Date: Fri, 14 Nov 1997 19:27:50 -0500
From: "Barry A. Popik" Bapopik[AT SYMBOL GOES HERE]AOL.COM
Subject: VETERANS DAY SPECIAL: World War
This is from the San Francisco Chronicle, 2 December 1919, pg. 20, cols.
6-7:
NAMING THE WAR
As a name for the war which began in the August of 1914 and ended in the
November of 1918, the one formally adopted by our War Department--"The World
War"--is not a bad one. It is as good, perhaps, as any of the two or three
others that have been suggested, and more than possibly none better will be
found. Yet it is not a name to excite instant and enthusiastic acceptance,
and its fate with the people of the world could not be prophesied with any
safety. Of all the innumerable wars that have been waged since history
began, comparatively few have required any name at all. The great majority
of them, from that insignificant enough to merit Hume's comparison with "the
skirmishes of kites and crows" up to those that appreciably affected human
destiny and racial conditions, have had to go with no better designation than
a phrase telling when and where they were fought and by whom. We have not
yet fully agreed on a name for the war between our North and South, and
American independence was gained by a war which we are usually content to
call "the Revolution"--which is quite undistinctive for anybody except
ourselves. The "Mexican War" and "the War of 1812" can hardly be said to
have names, and "the war with Spain" is of designation similarly dubious.

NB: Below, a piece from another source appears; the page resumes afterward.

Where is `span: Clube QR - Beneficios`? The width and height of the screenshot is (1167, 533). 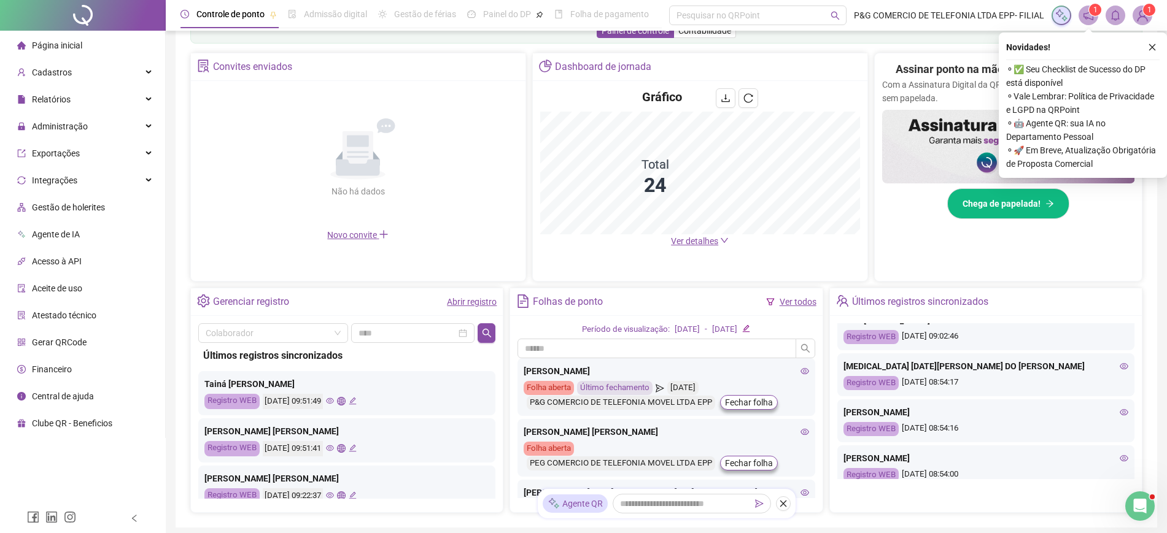 span: Clube QR - Beneficios is located at coordinates (72, 423).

"The World War" is a fairly natural growth from the facts, and its element
of exaggeration, though obvious and real, is so small as to offend only a few
nations that did manage to keep out of it, and nobody much minds what they
say. It might have been as wise if our departmental officials had waited a
while before they named the greatest of wars. There is some excuse for
denying that the war is over yet, and while that can be done nobody can be
sure what name will fit the war or stand permanent wear.--New York Times.